The New Yorker:
Lifelong lessons in yearning and style.
By Rachel Kushner
My mother recently confessed to me that, when I was a child, my paternal grandmother periodically sent me new clothes from a department store in New York City, outfits that I never saw. My mother regularly intercepted the packages, returned the items, and used the money to buy food for our family. So many decades after the fact, we both laughed. My mother had guessed correctly that, rather than feeling betrayed, I’d be amused to learn belatedly of yet another example of her resourcefulness—along with the plywood furniture she built for us, the inventive meals she made for us using government cheese, the cookware she acquired by saving up Green Stamps—in the years when she and my father were just barely getting by.
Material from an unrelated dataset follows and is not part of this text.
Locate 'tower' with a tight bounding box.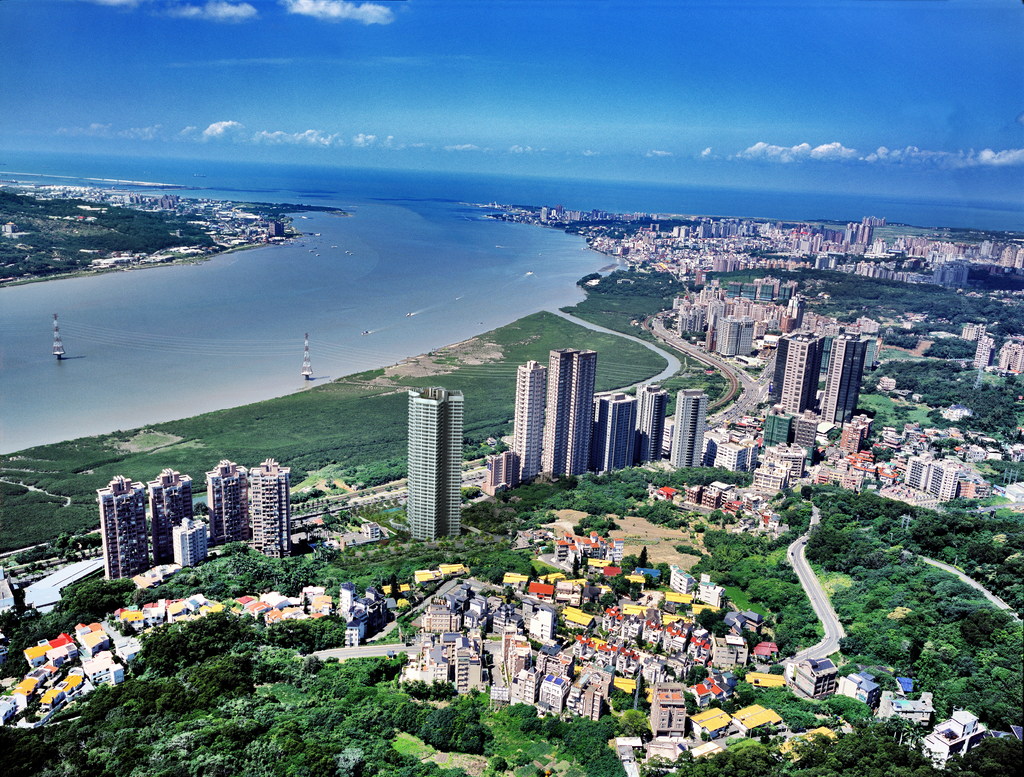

Not all my grandmother’s packages were intercepted, so I know that I would have wanted what she sent, would have revelled in the novelty of receiving matching items with the tags still on, perhaps from Danskin, her preferred brand, layered in tissue paper and giving off that special new-clothes smell (on account of formaldehyde, they now tell us). But the story of my mother exchanging those gifts for cash is itself special. Deprivations of various kinds were my sentimental education, or so I’ve come to believe. As a child, I almost never got any clothes I wanted. I took pleasure in clothes all the same. My relationship to them was built on yearning, on a sort of not-yet reverie that mere possession, simply having things, could never have offered me.